Wednesday, August 8, 2012

Nothing tastes as it seems



The first thing ever that I ate in our brand new apartment(house!) was Sicilian pizza.
Which we ordered -a classic self made family dinner (i mean, the hubby called the place all by himself and they made our food, so it's halfway right ;D).
They told me, it had 'a bit more' dough than a normal pizza.
-I thought they meant one of those weirdly thin, cookie-ish(means rock hard and crumbly bottom), flat, tasteless New York pizzas, so I decided more dough sounded just right, right?
HA!
A Sicilian pizza is as high as our remote control is wide! And it's just the dough -the toppings are the same bit of sauce, bit of cheese yada-yada as on any other pizza!
We could have fed a whole village with that one sheet of...bread (the non eaten rest stayed in the refrigerator for ages cause no one wanted to eat it) -and then chew and swallow the whole shebang!
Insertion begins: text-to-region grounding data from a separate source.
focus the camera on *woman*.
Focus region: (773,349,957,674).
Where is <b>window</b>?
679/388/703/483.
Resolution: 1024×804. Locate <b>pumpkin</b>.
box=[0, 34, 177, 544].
So I tried a plastic cup (that's what we had in form of china and flatware in the beginning: paper plates, plastic cups -and plastic forks, knives etc that tried to look like metal, at least they tried...) of tap water as I did in Germany every day and never put a thought to it.
Let's say it didn't go down that well. I thought I drank from the public pool. Chlorine has an interesting after taste.
Thank goodness we have a filter for our drinking water now.
In Germany you can drink from tap any time. Not so much here if you don't have your own well in your garden somewhere in the wilderness.
I had some nice red stinging eyes from taking a shower in New Jersey once -yes, there are worse areas when it comes to water.
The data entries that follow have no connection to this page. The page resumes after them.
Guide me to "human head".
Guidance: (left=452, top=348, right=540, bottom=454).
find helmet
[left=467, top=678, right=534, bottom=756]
Next thing was shopping for food.
We have a Target and a ShopRite in walking distance.
In Germany we went shopping about every other day, always buying fresh veggies, some meat depending on what's on sale that day. We didn't have 30 different kinds of milk there (and it doesn't need to be refrigerated, dammit!), but they have everything you might need.
Our bread came from the bakery across the street.
In the US they have something called Wonderbread (ok, there are other brands, but they all have the same kinda textures and ingredients) which is sticking to the roof of your mouth when you chew, you can't hold the loaf in one hand because it's so...'fluffy' you squish it into nothingness easily (press the whole loaf together and it wont be bigger than two packs of cigarettes).
And it's sweet! Blergh. High fructose corn syrup is usually third on the list of ingredients (after flour and water) in all breads you can buy in a normal store.
Try putting Salami on it. Blergh, blergh, bleerrrrrgh.
After a couple of weeks of eating whole wheat sugar bread (it taste almost like German raisin bread without raisins) with jam or NUTELLA (whoever exported Nutella to the US, thank you, you'll make a fortune on me)  we finally found a bread that I could -at least- live with texture- and taste-wise: Jewish rye bread.
Which goes bad after 3days in your kitchen drawer. We can't have it all...

PS: On a side note, there is rye bread and then there is rye bread. Apparently you can't just buy any rye bread because Americans think it's their duty to dump huuuge amounts of caraway seed into their rye bread dough. Tasty if you're Middle Eastern i bet, gagging if you're just little old German me.